While many industries are feeling the pain of the current economic crisis, the pet industry is booming.
Americans spent $41 billion dollars on their pets last year, and that figure is expected to grow by 5 percent this coming year, according to the American Pet Products Manufacturing Association.
We spend money not only on necessites like pet food. High-end pet services are proliferating -- doggie day care, pet spas, and medical insurance policies.
You can buy pet strollers and pet waterbeds. You can put up your pet at the "Presidential Suite" at the Ritzy Canine Carriage House in Manhattan for $175 a night (breakfast included).
When Hurricane Katrina hit, some Gulf Coast residents risked staying home rather than abandon their pets. No story tugged at people's heartstrings more than the young boy sobbing as the police took his little dog, Snowball, from his arms when he boarded the bus leaving the Superdome.
Identifying with this little boy was not surprising. Nearly 4 out of every 10 adults own a dog, and 6 out of 10 adults have some pet to call their own.
Most of us consider our pets to be full-fledged members of the family, according to a 2005 Pew Social Trends Report of more than 3,000 representative Americans.
Fully 85 percent considered their dogs to be family members, as did 78 percent of those who owned cats.
"When you ask adults about their parents, 87 percent say they feel close to their mom and 74 percent say they feel close to their dads," found the Pew survey.
"But the family intimacy rankings look like this: dog 94 percent, mom 87 percent, cat 84 percent, dad 74 percent."
Pets provide a lot of benefits, studies show.
Tops on the list comes health:
Pet owners have lower blood pressure and cholesterol levels than people who don't have pets, found a study of more than 5,000 people done by the Baker Medical Research Institute.
People with pets make fewer visits to the doctor, especially for nonserious medical conditions, found the National Institute of Health.
Heart patients who owned pets had a much better chance of long-term survival than patients who didn't own pets, found the Life Care Foundation.
People who own dogs get out and exercise more and are more apt to talk to people. Having a dog with you makes you more approachable.
Pets reduce stress. One study evaluated people's responses to two tasks. They had to do a series of mental arithmetic problems. They had to submerge one hand in ice water for two minutes.
Before each task, people were asked to rate whether they saw the task as "challenging" or "threatening." An electric monitor recorded their baseline heart rate and blood pressure and then measured them once each minute while they did the task.
People performed the stress test in one of four randomly assigned conditions: 1. Alone; 2. In the presence of their pet; 3. In the presence of their spouse; and 4. In the presence of their spouse and pet.
Those with their pets present were more likely to describe the task as challenging, rather than threatening. When they were with their friends or spouses, they reacted worse to stress. Their pets did not evaluate them as their friends and spouses did.
Pets also stave off loneliness. The number of people we call confidantes is rapidly declining, finds the General Social Survey, which has measured our social networks for many years.
Pets help fill the gap. They keep us company and keep us amused.
Spending so much money on pets makes sense when you consider all these benefits. But I don't really need six pets, my husband has pointed out. We're down to two dogs and one cat. What he won't admit is that he enjoys them as much as I do.
Judith Kleinfeld is a professor of psychology, director of the Boys Project and co-director of Northern Studies at the University of Alaska Fairbanks.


**Work to be completed**
Read the listing and extract each line that includes the word "icon".

━━━━

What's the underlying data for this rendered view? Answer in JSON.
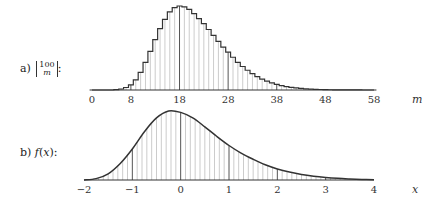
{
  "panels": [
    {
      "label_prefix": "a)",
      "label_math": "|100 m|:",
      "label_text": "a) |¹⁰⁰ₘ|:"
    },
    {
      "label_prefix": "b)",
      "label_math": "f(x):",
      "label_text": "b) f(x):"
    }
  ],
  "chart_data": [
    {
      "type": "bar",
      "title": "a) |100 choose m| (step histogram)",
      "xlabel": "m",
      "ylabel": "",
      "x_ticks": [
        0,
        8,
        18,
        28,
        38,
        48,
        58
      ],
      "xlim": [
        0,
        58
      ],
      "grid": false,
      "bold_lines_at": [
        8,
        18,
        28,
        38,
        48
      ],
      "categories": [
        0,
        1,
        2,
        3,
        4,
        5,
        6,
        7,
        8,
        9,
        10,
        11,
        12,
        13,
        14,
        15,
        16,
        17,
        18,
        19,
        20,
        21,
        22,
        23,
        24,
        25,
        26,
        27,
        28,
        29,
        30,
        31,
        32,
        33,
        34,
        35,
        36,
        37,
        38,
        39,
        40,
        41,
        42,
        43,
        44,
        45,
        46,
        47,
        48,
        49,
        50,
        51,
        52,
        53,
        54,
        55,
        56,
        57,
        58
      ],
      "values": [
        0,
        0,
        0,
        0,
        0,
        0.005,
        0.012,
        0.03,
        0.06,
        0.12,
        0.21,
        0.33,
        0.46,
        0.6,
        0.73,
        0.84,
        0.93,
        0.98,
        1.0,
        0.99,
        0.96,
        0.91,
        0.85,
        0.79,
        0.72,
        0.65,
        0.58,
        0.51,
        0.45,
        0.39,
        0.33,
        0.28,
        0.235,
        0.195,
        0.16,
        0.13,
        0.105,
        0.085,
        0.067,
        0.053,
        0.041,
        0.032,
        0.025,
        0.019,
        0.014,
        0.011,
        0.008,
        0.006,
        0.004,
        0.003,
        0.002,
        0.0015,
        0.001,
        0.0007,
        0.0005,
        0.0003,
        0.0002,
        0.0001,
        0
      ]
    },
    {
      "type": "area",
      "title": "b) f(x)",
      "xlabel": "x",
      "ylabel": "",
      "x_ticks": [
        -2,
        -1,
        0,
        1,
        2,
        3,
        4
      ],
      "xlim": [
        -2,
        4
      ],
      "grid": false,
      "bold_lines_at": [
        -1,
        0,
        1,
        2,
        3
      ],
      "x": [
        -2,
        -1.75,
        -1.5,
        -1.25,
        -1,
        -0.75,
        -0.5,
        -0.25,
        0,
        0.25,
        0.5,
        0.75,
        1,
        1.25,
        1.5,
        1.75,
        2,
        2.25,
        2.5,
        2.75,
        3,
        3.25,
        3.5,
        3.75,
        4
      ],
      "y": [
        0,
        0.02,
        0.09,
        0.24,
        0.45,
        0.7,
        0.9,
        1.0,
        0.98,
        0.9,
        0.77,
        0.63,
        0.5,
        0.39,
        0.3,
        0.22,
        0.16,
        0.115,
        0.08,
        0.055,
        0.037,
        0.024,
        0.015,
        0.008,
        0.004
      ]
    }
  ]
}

━━━━

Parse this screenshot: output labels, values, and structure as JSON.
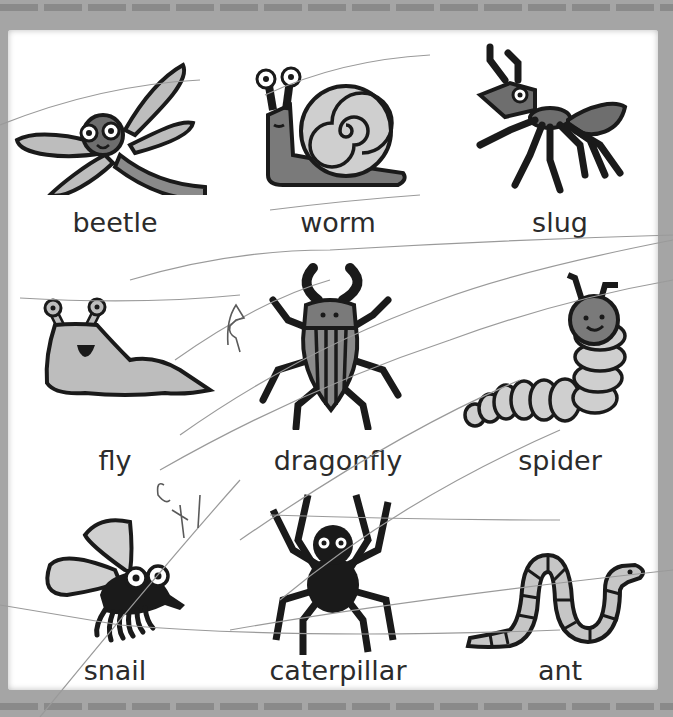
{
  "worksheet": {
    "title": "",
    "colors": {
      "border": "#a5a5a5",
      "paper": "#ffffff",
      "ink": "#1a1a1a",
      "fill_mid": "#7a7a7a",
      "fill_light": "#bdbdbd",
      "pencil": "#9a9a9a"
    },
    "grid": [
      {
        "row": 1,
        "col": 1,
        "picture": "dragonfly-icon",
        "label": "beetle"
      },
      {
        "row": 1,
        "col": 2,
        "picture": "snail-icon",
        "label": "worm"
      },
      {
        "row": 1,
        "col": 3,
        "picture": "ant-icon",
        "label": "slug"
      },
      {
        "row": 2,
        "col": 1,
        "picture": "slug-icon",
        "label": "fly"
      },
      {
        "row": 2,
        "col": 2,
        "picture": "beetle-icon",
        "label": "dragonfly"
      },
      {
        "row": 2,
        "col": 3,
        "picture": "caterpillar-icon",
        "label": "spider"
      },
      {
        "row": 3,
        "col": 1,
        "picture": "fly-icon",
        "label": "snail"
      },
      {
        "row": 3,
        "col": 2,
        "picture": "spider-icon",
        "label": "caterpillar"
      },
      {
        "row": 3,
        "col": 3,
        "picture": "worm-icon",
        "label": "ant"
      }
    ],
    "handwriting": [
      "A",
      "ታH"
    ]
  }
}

━━━━

**Solution for this problem**
        "picture": "dragonfly-icon",
        "picture": "snail-icon",
        "picture": "ant-icon",
        "picture": "slug-icon",
        "picture": "beetle-icon",
        "picture": "caterpillar-icon",
        "picture": "fly-icon",
        "picture": "spider-icon",
        "picture": "worm-icon",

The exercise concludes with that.